Book Synopsis Canada’s Department of External Affairs, Volume 3 by : John Hilliker
Download or read book Canada’s Department of External Affairs, Volume 3 written by John Hilliker and published by University of Toronto Press. This book was released on 2017-06-16 with total page 651 pages. Available in PDF, EPUB and Kindle. Book excerpt: Volume three of the official history of Canada’s Department of External Affairs offers readers an unparalleled look at the evolving structures underpinning Canadian foreign policy from 1968 to 1984. Using untapped archival sources and extensive interviews with top-level officials and ministers, the volume presents a frank “insider’s view” of work in the Department, its key personalities, and its role in making Canada’s foreign policy. In doing so, the volume presents novel perspectives on Prime Minister Pierre Trudeau and the country’s responses to the era’s most important international challenges. These include the October Crisis of 1970, recognition of Communist China, UN peacekeeping, decolonization and the North-South dialogue, the Middle East and the Iran Hostage crisis, and the ever-dangerous Cold War.
Book Synopsis Pursuit of Division by : Martin Loney
Download or read book Pursuit of Division written by Martin Loney and published by McGill-Queen's Press - MQUP. This book was released on 1998-06-16 with total page 413 pages. Available in PDF, EPUB and Kindle. Book excerpt: Loney takes issue with popular attitudes toward race and gender, whereby to be born a woman or a member of a visible minority is to enter life at a disadvantage and therefore be entitled to compensatory provision. Arguing that social class not group membership determines life chances, he refutes the claims of those who detect systemic prejudice and discrimination and reap considerable public subsidy in return. From the release of the Abella report to the present, Loney sets the growth of federal involvement in preferential hiring in the context of a growing industry whose success depends on the constant affirmation of group grievance based on gender or race. He argues that preferential hiring policies and a muddled multiculturalism leads to the continual assertion of the primacy of race even as the government officially opposes racial thinking. Loney discusses many up-to-date and high profile examples, including Bob Rae's preoccupation with skin and gender politics, Brian Mulroney's attempts to strengthen the Conservative Party's ethnic constituency by funding ethnic groups and maintaining high levels of immigration, and former defence minister David Colinette's extensive use of public funds to court ethnic voters in his Toronto constituency. The Pursuit of Division will be essential reading for anyone concerned about where government-mandated policies on equity and multiculturalism may be taking us and about the implications of emphasizing the politics of difference over that of shared community.

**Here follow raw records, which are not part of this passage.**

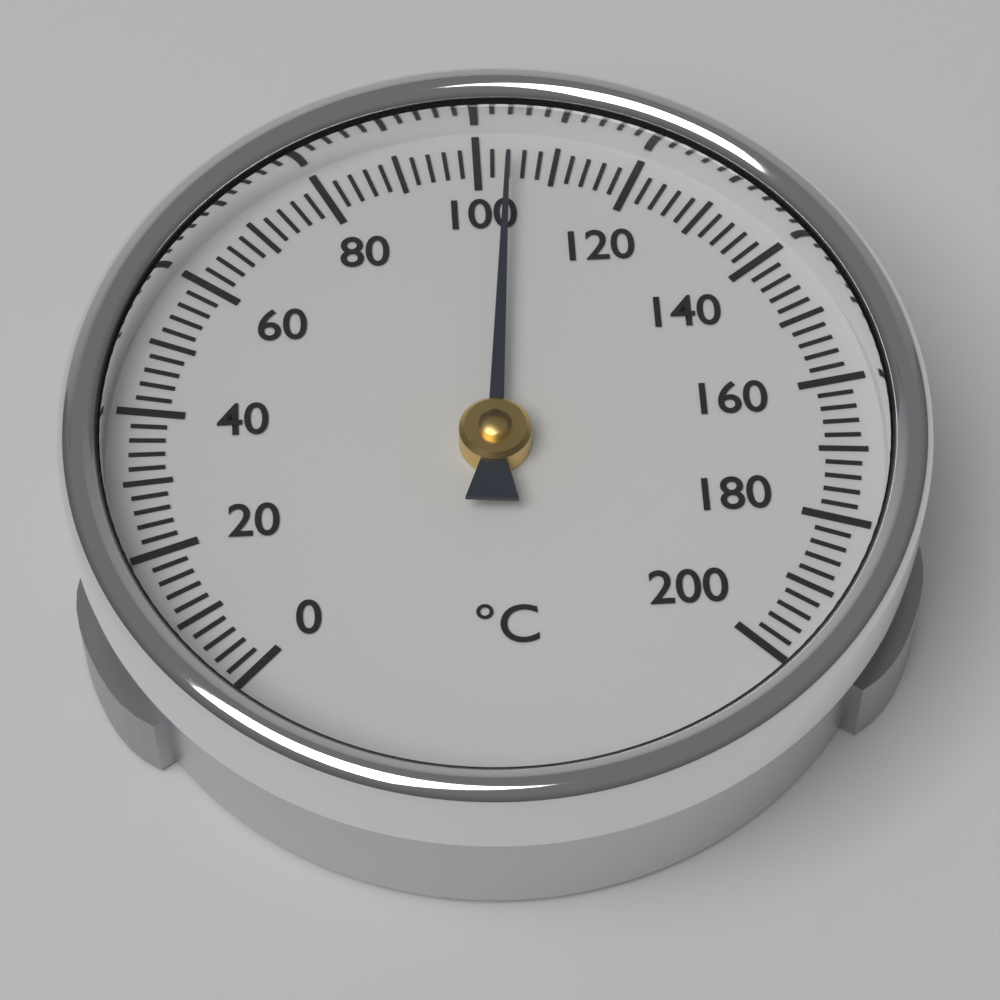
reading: 104 °C
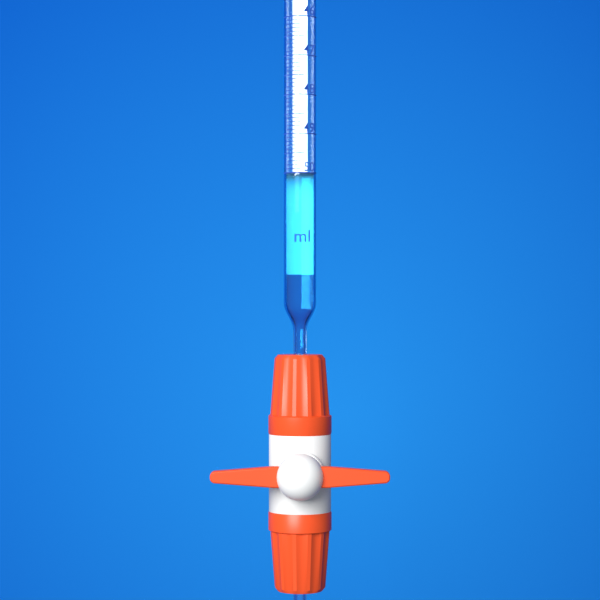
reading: 50.0 ml
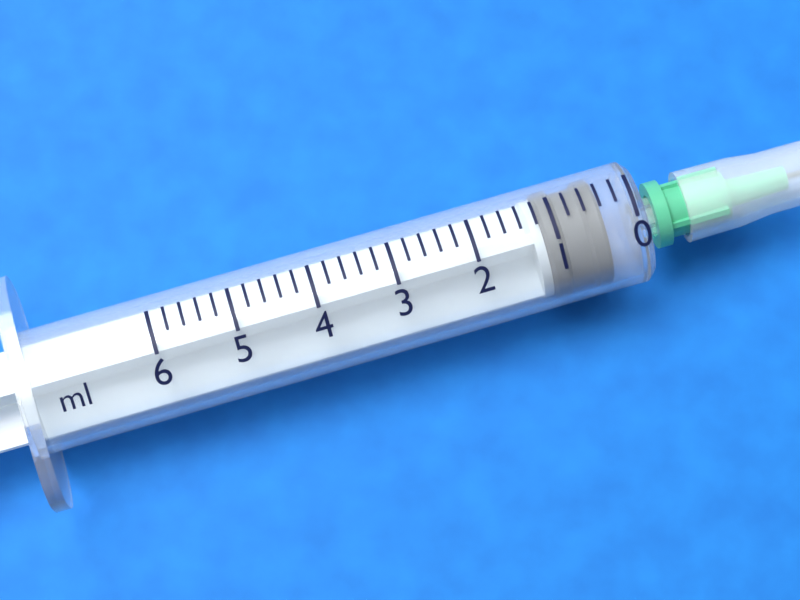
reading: 0.4 ml
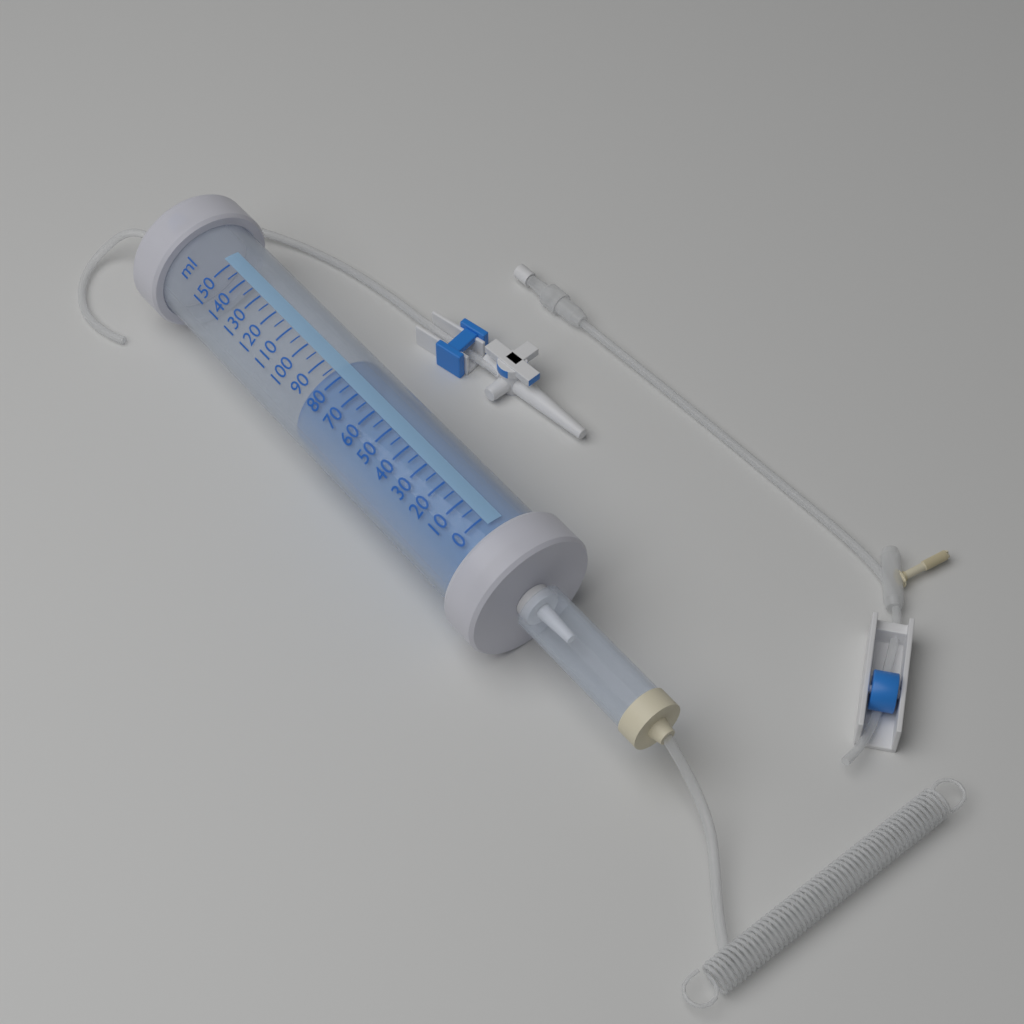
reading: 85 ml
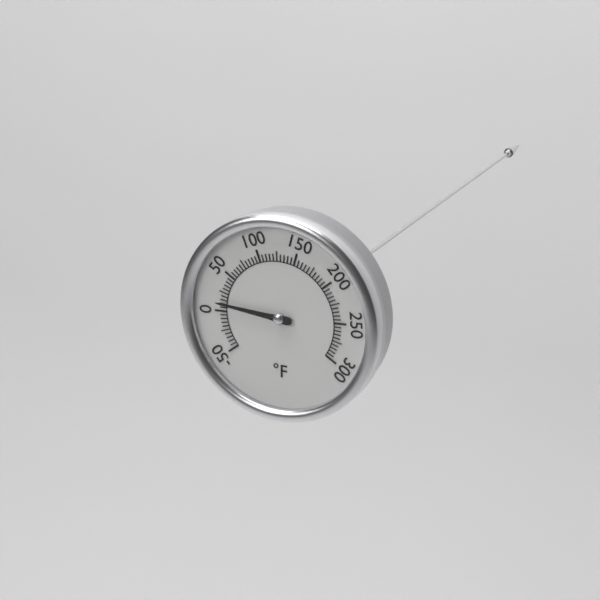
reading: 10 °F
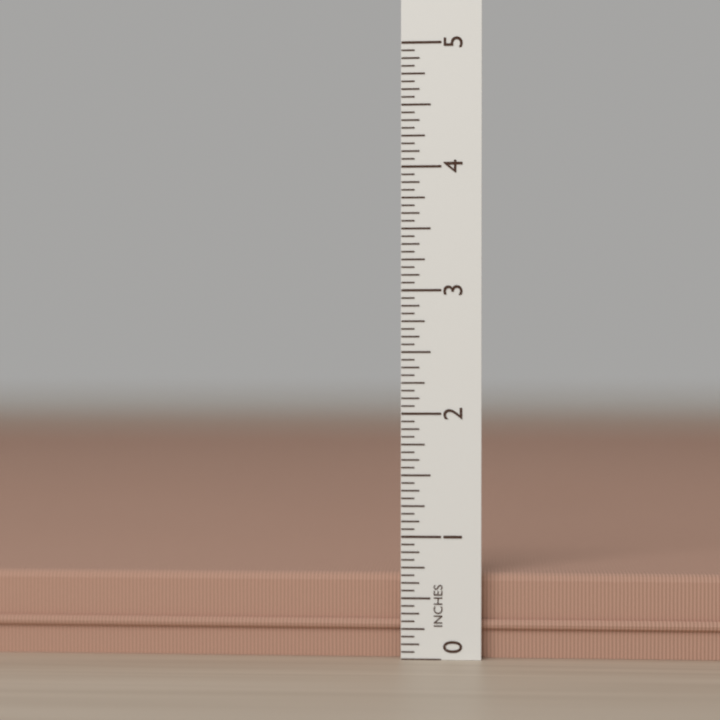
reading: 0.6875 in
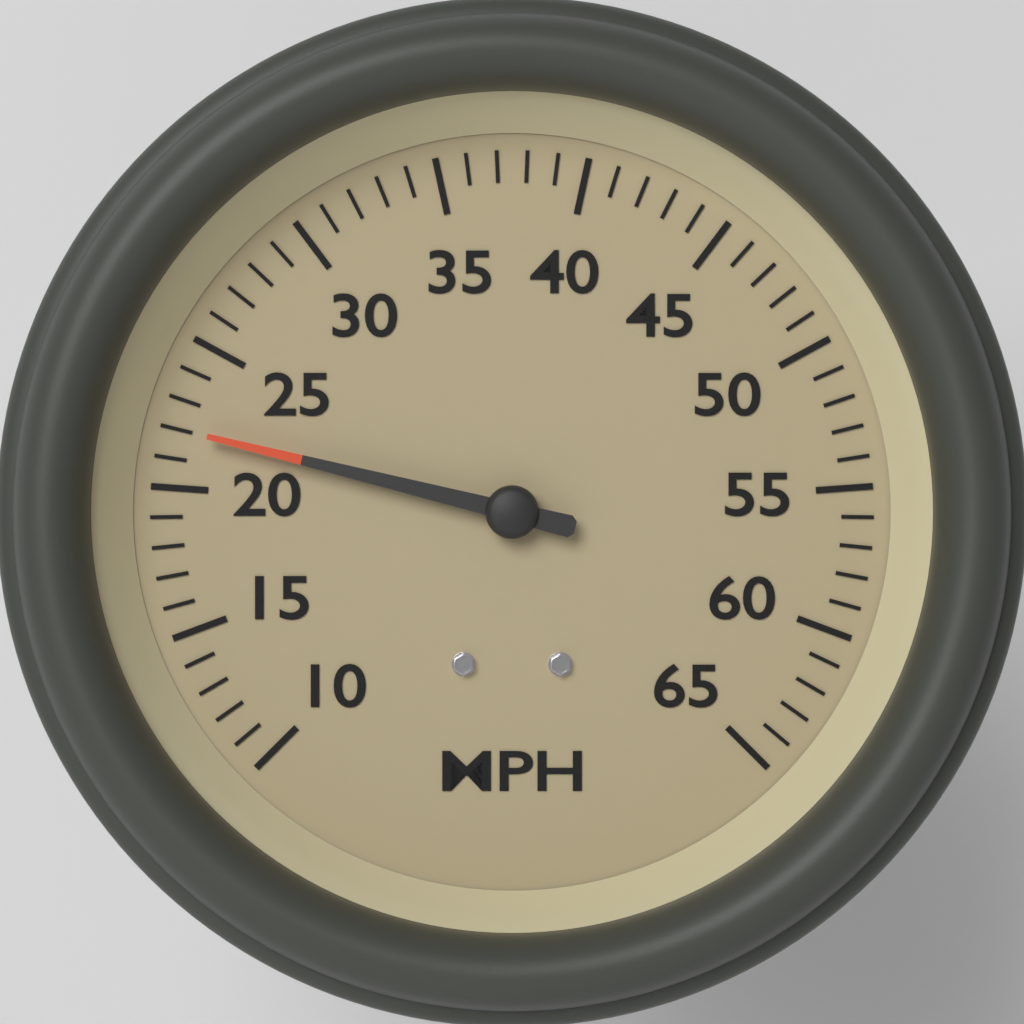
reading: 22 MPH
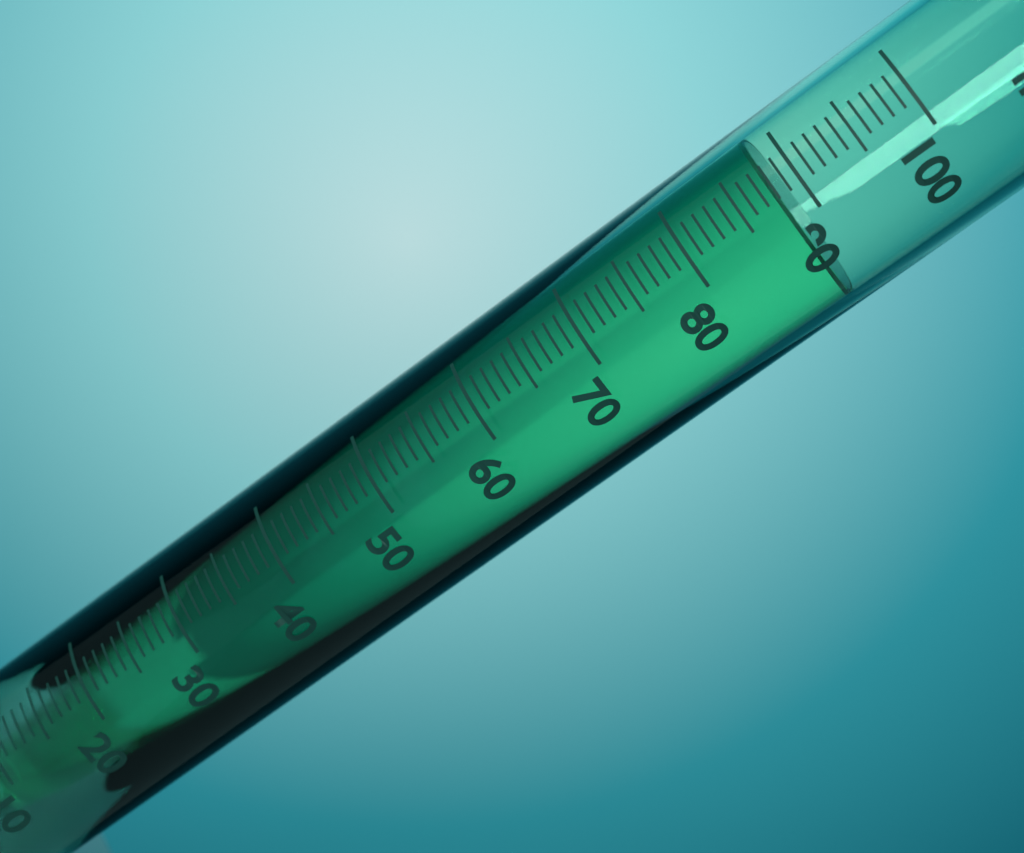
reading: 88 ml
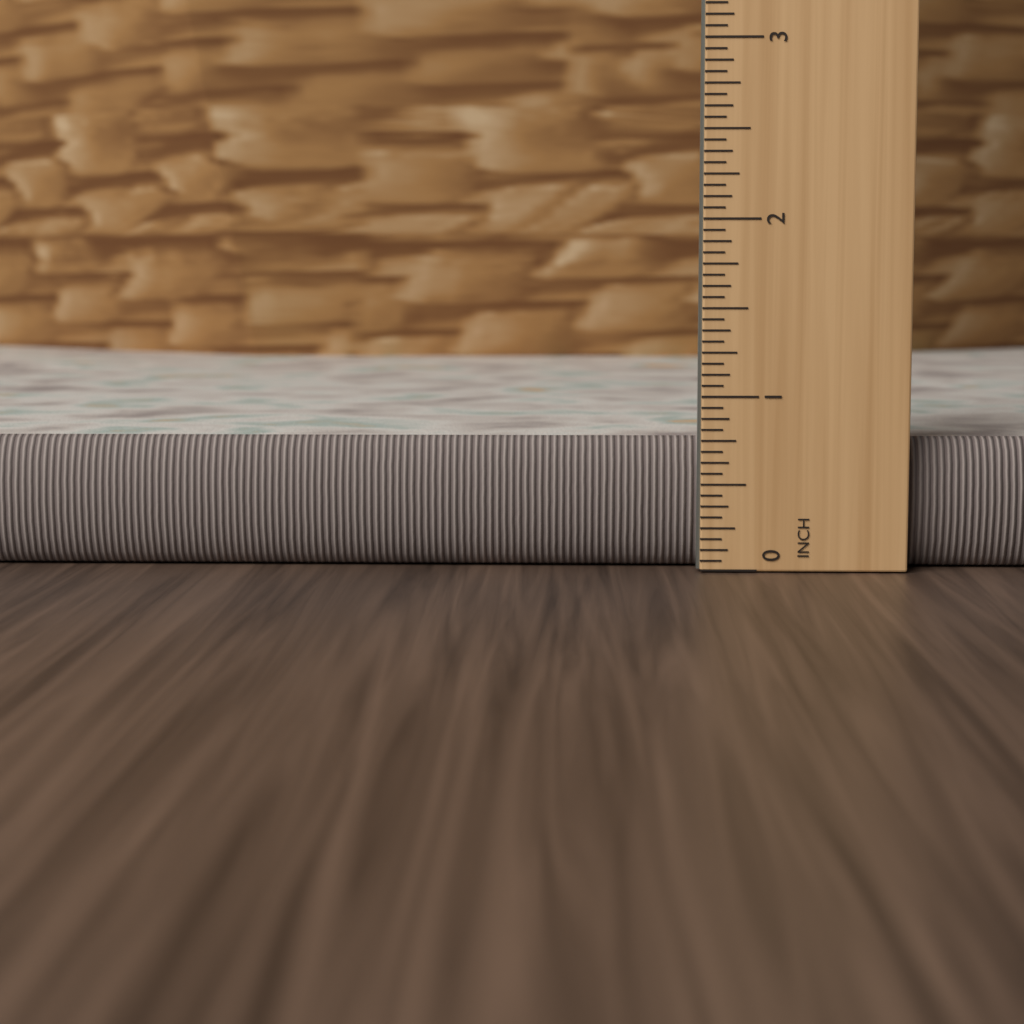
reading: 0.8125 inch
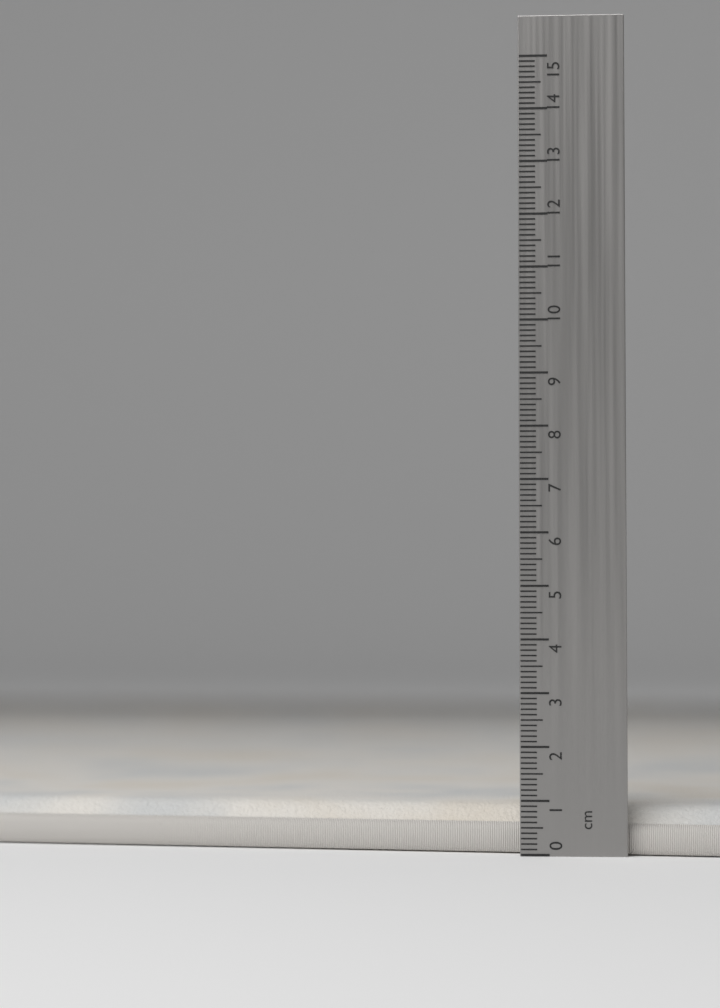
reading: 0.9 cm
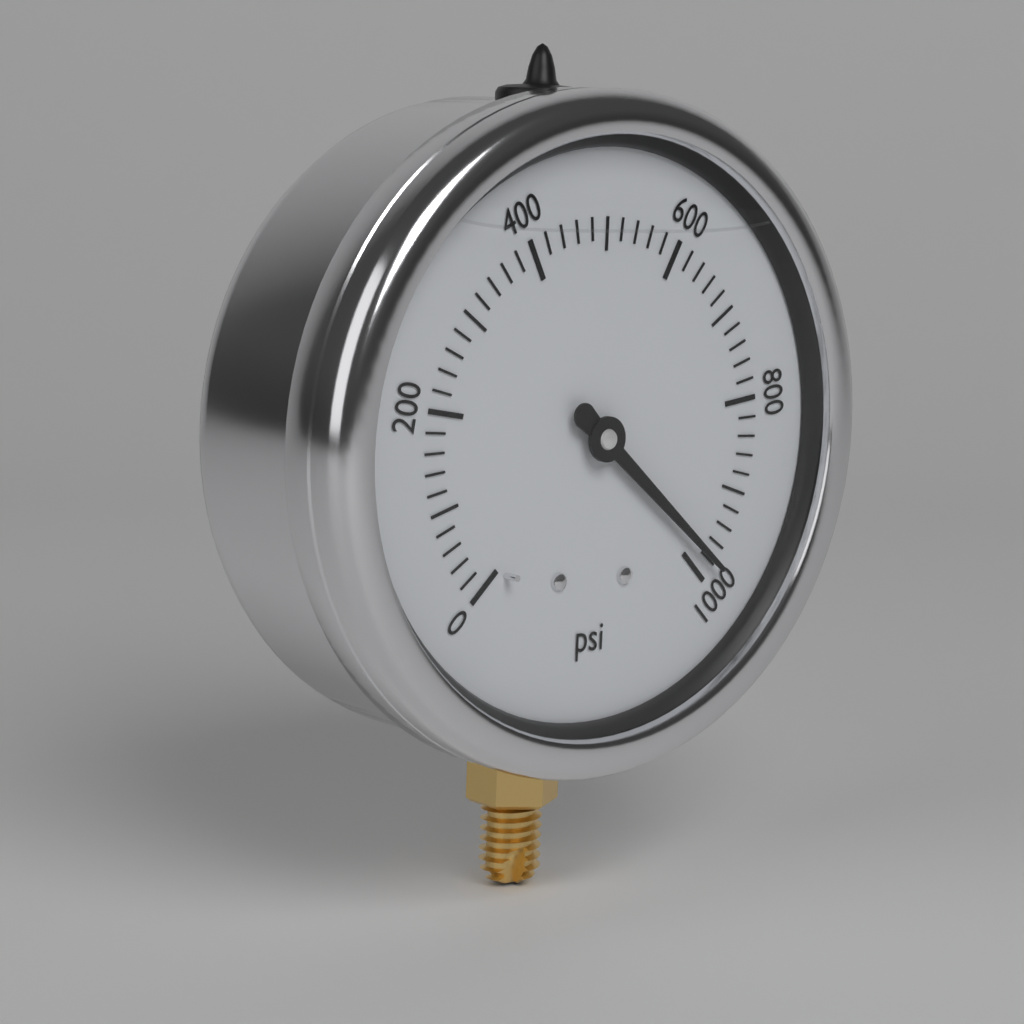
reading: 980 psi
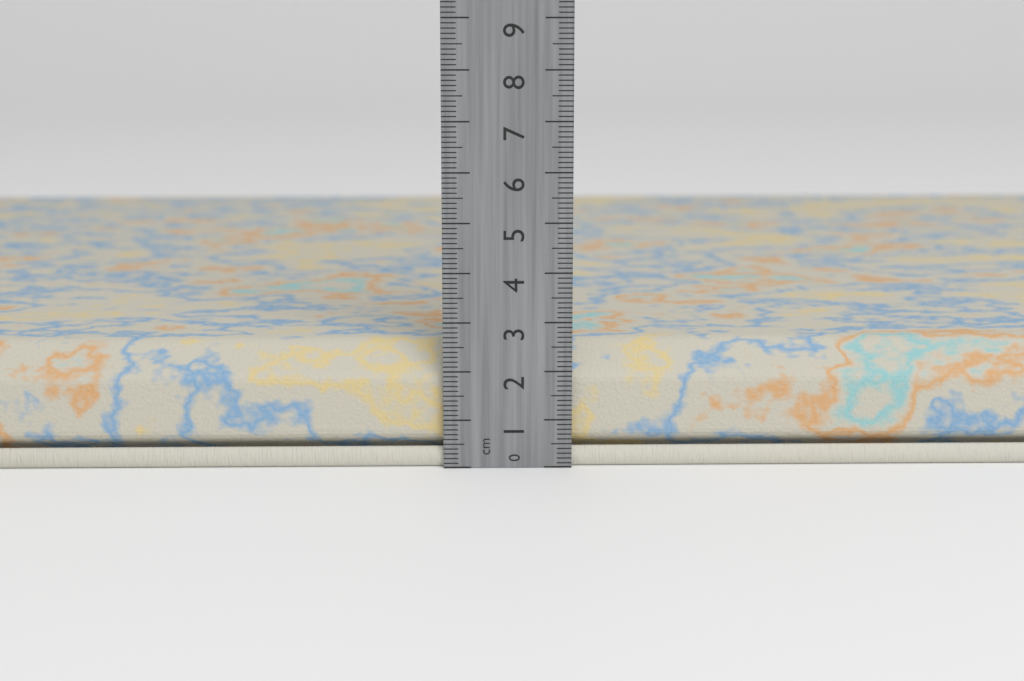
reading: 2.5 cm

Download or read book Cracked written by Joan M. Roberts and published by Dundurn. This book was released on 2015-12-19 with total page 385 pages. Available in PDF, EPUB and Kindle. Book excerpt: The campaign to unionize Bell Canada’s huge workforce of operators, most of them overworked and underpaid women, was a central event in Canada’s labour history. Joan Roberts tells the story of how determined campaigners won a major victory for working women, and established new standards for so-called “pink collar” jobs of the day.